“Poor mountain sprite,” he added, “thy power and glory are failing! Man flies beyond thee—Thou must learn of him!”
The garrulous old man made a grimace, and muttered something to himself—but we were now by the bridge before the inn, the steamboat glided through the open way, every one hurried on board and immediately it shot above the Fall just as if no Fall existed.
It was evening; I stood on the heights of Trollhätta’s old sluices, and saw the ships with outspread sails glide away over the meadows like large white spectres. The sluice-gates opened with a heavy, crashing sound like that related of the copper gates of the Vehmgericht; the evening was so still; in the deep silence the tone of the Trollhätta Fall was like a chorus of a hundred water-mills, ever one and the same tone and sometimes the ringing of a deep and mighty note that seemed to pass through the very earth—and yet through all this the eternal silence of Nature was felt;—suddenly a great bird with heavily flapping wings flew out of the trees in the deep woods towards the waterfall. Was it the mountain sprite? We must believe so.
Pictures of Sweden (Leipzig, 1851).
THE GRAND CANYON OF THE COLORADO
(UNITED STATES)
C. F. GORDON-CUMMING
Probably the greatest chasm in the known world is the grand canyon of the Colorado river (the Rio Colorado Grande), which is a gorge upward of two hundred miles in length, and of tremendous depth.

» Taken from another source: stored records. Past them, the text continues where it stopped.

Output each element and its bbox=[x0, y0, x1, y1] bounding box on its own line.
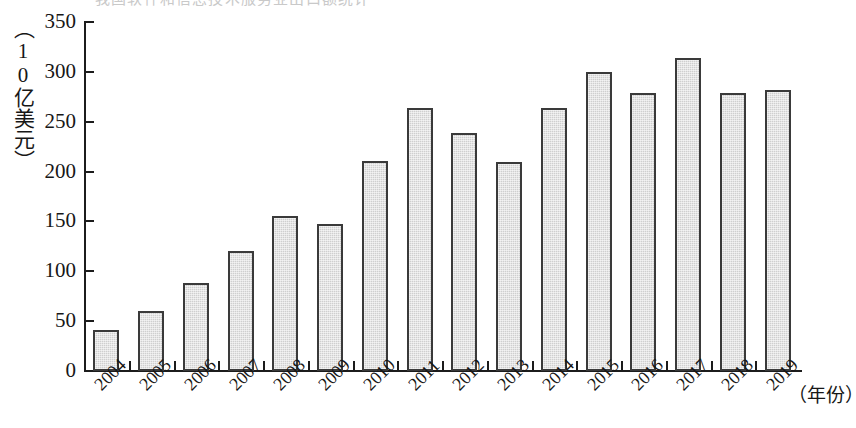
bar-2007 bbox=[228, 251, 254, 371]
y-axis-tick-label: 300 bbox=[18, 61, 76, 82]
y-axis-tick bbox=[86, 320, 94, 322]
bar-2008 bbox=[272, 216, 298, 371]
y-axis-tick bbox=[86, 171, 94, 173]
bar-2015 bbox=[586, 72, 612, 371]
y-axis-tick bbox=[86, 220, 94, 222]
y-axis-tick-label: 250 bbox=[18, 111, 76, 132]
bar-2019 bbox=[765, 90, 791, 371]
y-axis-tick bbox=[86, 21, 94, 23]
bar-2012 bbox=[451, 133, 477, 371]
bar-2017 bbox=[675, 58, 701, 371]
y-axis-tick-label: 100 bbox=[18, 260, 76, 281]
y-axis-tick-label: 150 bbox=[18, 210, 76, 231]
y-axis-tick bbox=[86, 121, 94, 123]
bar-2009 bbox=[317, 224, 343, 371]
y-axis-tick bbox=[86, 270, 94, 272]
bar-2011 bbox=[407, 108, 433, 371]
bar-2018 bbox=[720, 93, 746, 371]
bar-2010 bbox=[362, 161, 388, 371]
y-axis-tick-label: 350 bbox=[18, 11, 76, 32]
y-axis-tick-label: 200 bbox=[18, 161, 76, 182]
x-axis-unit-label: （年份） bbox=[788, 386, 856, 405]
y-axis-tick-label: 50 bbox=[18, 310, 76, 331]
y-axis-unit-label: （10亿美元） bbox=[8, 18, 34, 171]
bar-2013 bbox=[496, 162, 522, 371]
y-axis-tick-label: 0 bbox=[18, 360, 76, 381]
bar-2014 bbox=[541, 108, 567, 371]
y-axis-tick bbox=[86, 71, 94, 73]
bar-2016 bbox=[630, 93, 656, 371]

Throughout this distance its vertical crags measure from one to upwards of six thousand feet in depth! Think of it! The highest mountain in Scotland measures 4,418 feet. The height of Niagara is 145 feet. And here is a narrow, tortuous pass where the river has eaten its way to a depth of 6,200 feet between vertical granite crags!
Throughout this canyon there is no cascade; and though the river descends 16,000 feet within a very short distance, forming rushing rapids, it is nevertheless possible to descend it by a raft—and this has actually been done, in defiance of the most appalling dangers and hardships. It is such a perilous adventure as to be deemed worthy of note even in this country, where every prospector carries his life in his hand, and to whom danger is the seasoning of daily life, which, without it, would appear positively monotonous.
I suppose no river in the world passes through scenery so extraordinary as does the Colorado river, in its journey of 2,000 miles from its birthplace in the Rocky mountains, till, traversing the burning plains of New Mexico, it ends its course in the Gulf of California. Its early career is uneventful. In its youth it bears a maiden name, and, as the Green river, wends it way joyously through the upper forests. Then it reaches that ghastly country known as the mauvaises terres of Utah and Arizona—a vast region—extending also into Nevada and Wyoming, which, by the ceaseless action of water, has been carried into an intricate labyrinth of deep gloomy caverns.